Crib mattresses sold in the United States must pass a federal firmness test under safety standards enforced by the Consumer Product Safety Commission. If you’re buying new, look for a mattress that meets the current ASTM standard (F2933). If you’re using a hand-me-down, check that the mattress is still firm and hasn’t softened or developed indentations over time. A good rule of thumb: press on the center and edges. If the mattress holds its shape and springs back quickly, it’s still suitable.
Inclined sleepers, products with a sleep surface angled more than 10 degrees, are banned in the United States as of November 2022 under the Safe Sleep for Babies Act. These products were linked to dozens of infant deaths before the ban. If you have one from before the ban or receive one secondhand, do not use it for sleep.
Where the Crib Should Go
The AAP recommends that your baby sleep in your bedroom, in their own crib or bassinet, for at least the first six months and ideally up to 12 months. Room sharing, not bed sharing, is the key distinction here. Having your baby nearby makes nighttime feeding easier and lets you monitor them, but sharing an adult bed introduces real hazards.
Babies who room-share with parents are four times more likely to end up in the adult bed during the night, and when they do, they’re more likely to be surrounded by pillows, blankets, and other unsafe items. Adult mattresses are too soft for infants, and the risk of a parent rolling onto or against the baby is significant, especially when the parent is sleep-deprived. Couches and armchairs are even more dangerous. Falling asleep while holding your baby on a sofa is one of the highest-risk scenarios for suffocation.
What Your Baby Should Wear
Since loose blankets don’t belong in the crib, dress your baby in a wearable blanket or sleep sack to keep them warm. Choose a layer appropriate for the room temperature. A good guideline: if the room feels comfortable to you in light clothing, one layer plus a sleep sack is usually enough. Check the back of your baby’s neck or their chest to gauge temperature. Warm, slightly damp skin there means they’re too hot. Cool hands and feet are normal and not a reliable sign of being cold.
Overheating is a known risk factor for SIDS, so err on the side of slightly cooler rather than warmer. Skip hats indoors, as babies regulate heat through their heads.
Swaddling Safety
Swaddling can help calm newborns and improve sleep in the first weeks of life, but it comes with a firm expiration date. You must stop swaddling as soon as your baby shows any signs of rolling over. For some babies, this happens as early as two months. A swaddled baby who rolls onto their stomach cannot use their arms to push up or reposition, which creates a suffocation risk.
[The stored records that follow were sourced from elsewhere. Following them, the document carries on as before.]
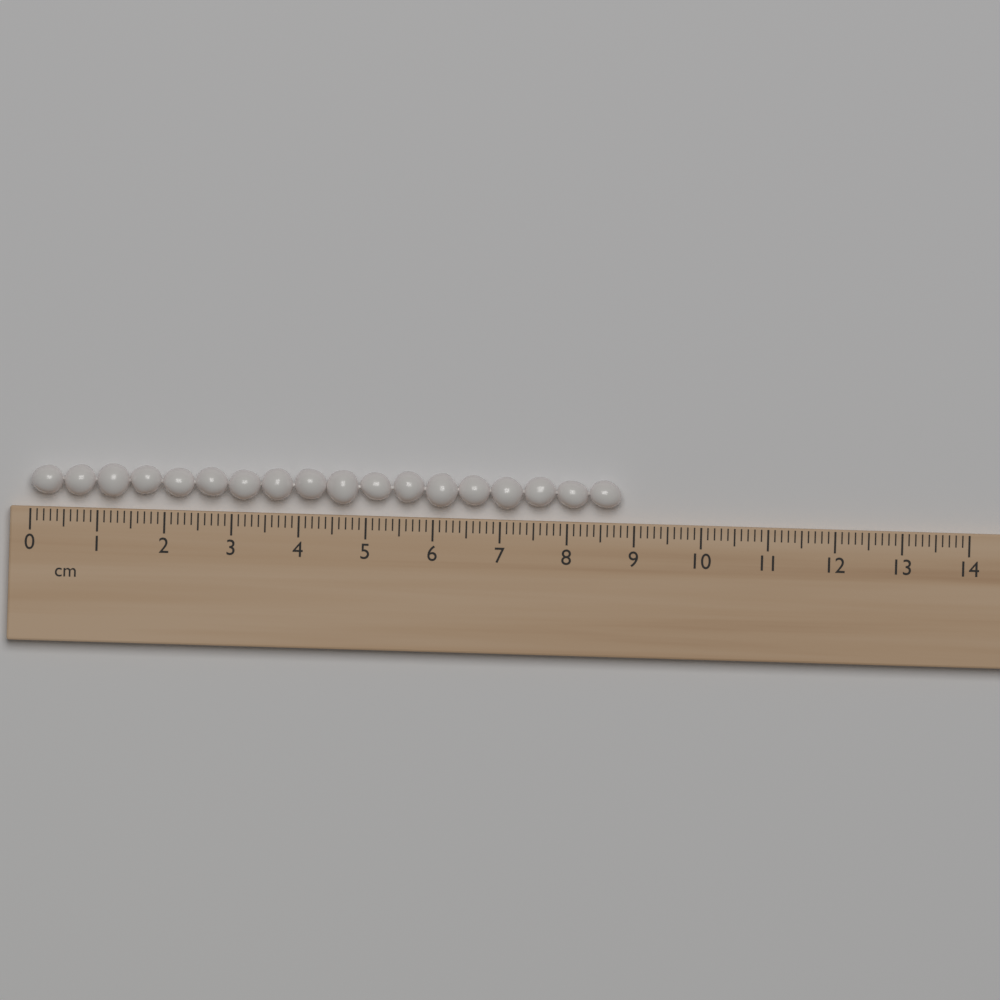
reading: 8.8 cm
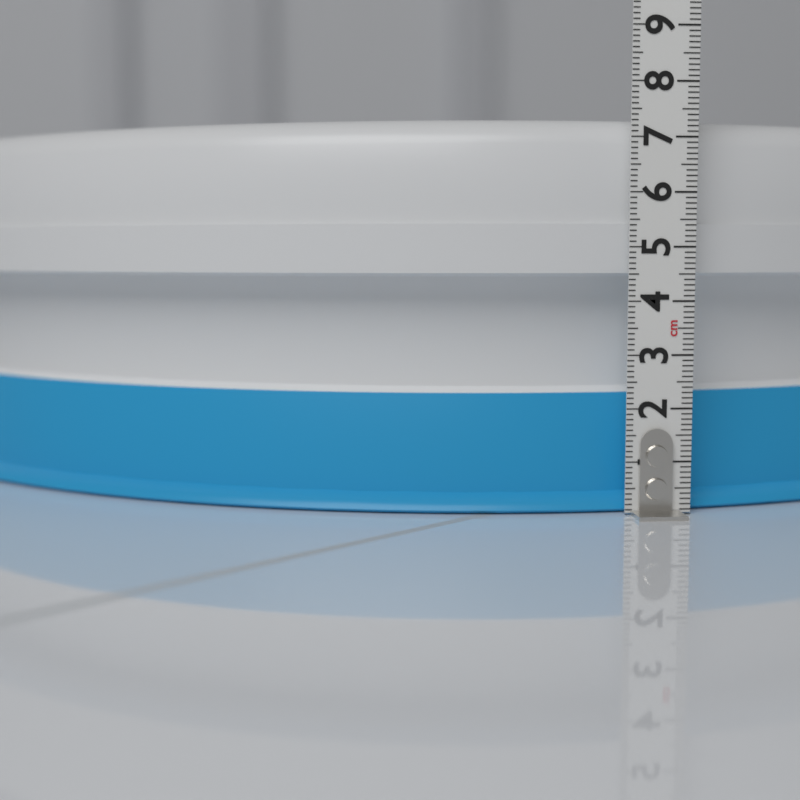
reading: 7.4 cm
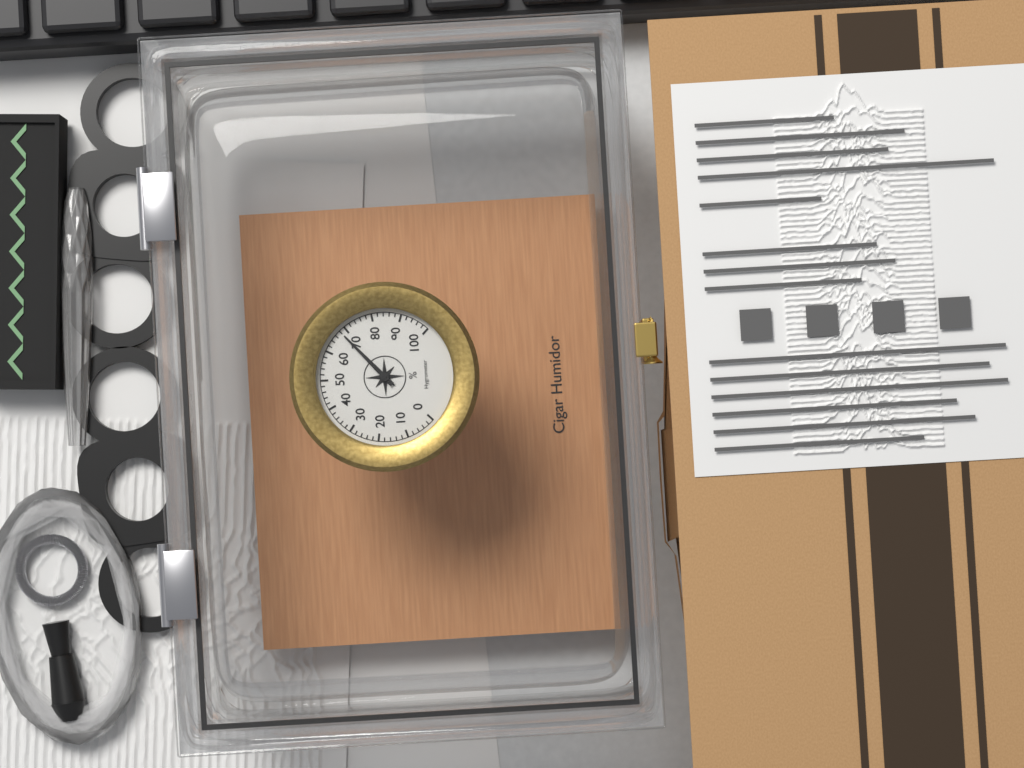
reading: 68 %
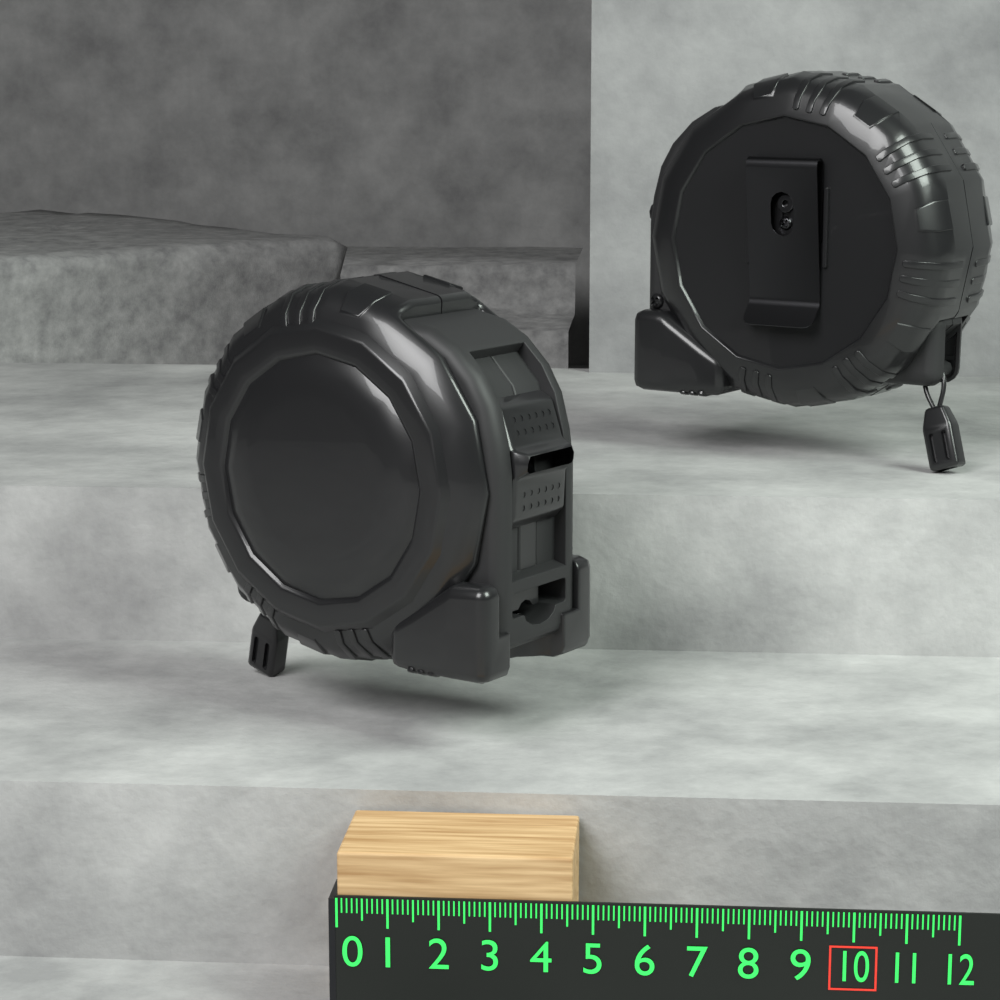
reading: 4.6 (no unit)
Even before rolling begins, swaddling needs to be done correctly. The wrap should be snug around the chest but loose enough at the hips that your baby can bend their legs up and out. Too-tight swaddling around the hips can contribute to hip development problems. Once you retire the swaddle, transition to a sleep sack with arm openings.
Pacifiers at Bedtime
Offering a pacifier when you put your baby down to sleep is associated with a lower risk of SIDS. The exact mechanism isn’t fully understood, but the association has appeared across multiple studies. If you’re breastfeeding, you can introduce a pacifier once nursing is well established, typically around two to four weeks. One study found that introducing a pacifier at 15 days for SIDS prevention did not affect breastfeeding rates at three months.
If the pacifier falls out after your baby falls asleep, you don’t need to put it back in. And if your baby simply won’t take one, don’t force it.
What to Avoid
- Car seats, swings, and bouncers for sleep. These are fine for their intended use, but babies shouldn’t sleep in them routinely. The semi-upright position can cause a baby’s head to fall forward, restricting the airway. If your baby falls asleep in a car seat during a drive, move them to a firm, flat surface when you arrive.
- Bed-sharing. This includes falling asleep with your baby on any shared surface, whether that’s a bed, couch, or recliner.
- Soft bedding of any kind. No matter how cold the room feels, the answer is warmer clothing on the baby, not blankets in the crib.
- Positioning devices. Wedges, positioners, and nests marketed to keep babies on their backs have not been shown to be safe and can themselves become suffocation hazards.
Safe infant sleep comes down to a simple formula: alone, on the back, on a firm flat surface, with nothing else in the sleep space. Every sleep, every time. The consistency matters as much as any single element.